Producer: Ates Temeltas
Recorded on April 26, 2003 in Los Angeles, California
Recorded and Mixed by Rob Beaton and Chad Hamill
Photographs by Ates Temeltas
Graphic Design by Siir Özbilge

Rajeev Taranath

(Born in Bangalore, India on October 17, 1932)

I will just close my eyes, listen to the mood and absorb what is going on around me and the music will come. 'You are the music while it lasts, as T.S. Elliot once said'. – Rajeev Taranath

Rajeev Taranath is one of the leading performers of the sarod today. Hailed a prodigy in Hindustani vocal music, Rajeev Taranath had been earlier trained by his father Pandit Taranath and other eminent musicians and was a concert and radio artist before he was twenty.

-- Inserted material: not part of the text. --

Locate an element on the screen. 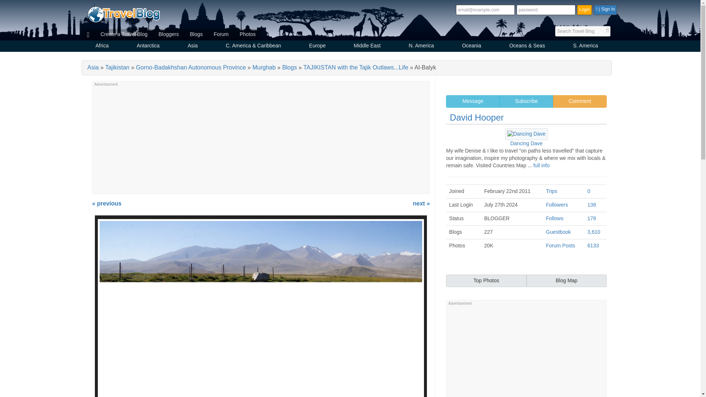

In his early twenties, he attended a concert in Bangalore that would forever change the direction of his music and his life, a duet between Ustad Ali Akbar Khan (Khansahib) and Pandit Ravi Shankar. Rajeevji describes the impact Khansahib’s playing had on him that fateful evening:

“All ambitions and dreams disappeared when I heard Khansahib’s sarod. When the concert ended, like the aftermath of a thunder shower, everything was so clear to me... like you hear separate drops of water dropping off ends of leaves, clearly, like that.”

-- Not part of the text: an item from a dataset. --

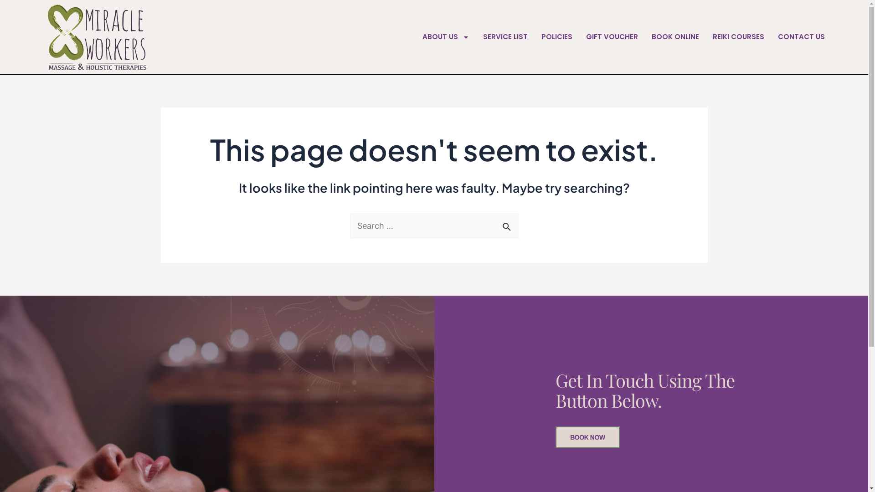 The image size is (875, 492). I want to click on CONTACT US, so click(801, 37).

Soon after, he began his training under Khansahib, a path from then until now that stretches nearly a half-century. Rajeevji has also received important guidance from the two other legendary musicians of the Maihar lineage, Pt. Ravi Shankar and Smt. Annapurna Devi.

Rajeev has toured extensively as a performer in India, Australia, Europe, Yemen and throughout the U.S. He has also composed music for several nationally and internationally honored Indian films. He is the recipient of the Indian Government’s highest award in the arts, the Sangeet Natak Akademi Award for 1999-2000, given in recognition of outstanding achievement in the field of Hindustani Instrumental music. In 1998 he received the prestigious national Award, 'Chowdiah Award for Music', from the Government of Karnataka in India for excellence in the field of instrumental music. He has also received awards from the Indian State Government of Karnataka for his contribution to music, – the Sangeet Nritya Akademi Award in 1993 and the Karnataka Rajya Prashasti in 1996. In 1980 he was the subject of a documentary made for the television in Eden, Yemen, entitled ‘Finnan Min-Al-Hind’ (Artist from India).

Pt. Taranath’s early exposure to diverse languages has made him a respected linguist. He has written literary criticism on Kannada works, and is proficient in Sanskrit, Telugu, Tamil, Bengali, Marathi, Urdu and some Arabic.

Rajeev Taranath was a Ford Foundation scholar from 1989 to 1992 and researched during this period on the Teaching Techniques of the Maihar-Allaudin Gharana (or music lineage).

Rajeev Taranath shares deep concerns with others of strong social consciousness especially in regard to today’s movement in India and the world toward communalism and religious fundamentalism. Throughout his life he has kept questions about the nature of social inequities at a constant boil -- putting pressure on himself and others to think and feel more deeply about their humanity, hoping to provoke reflection and thoughtful response.

He is currently head of the Indian music program in the World Music Department at the California Institute of the Arts in Los Angeles, California where he teaches six months of the year. He spends the remaining part of the year in India and performing worldwide.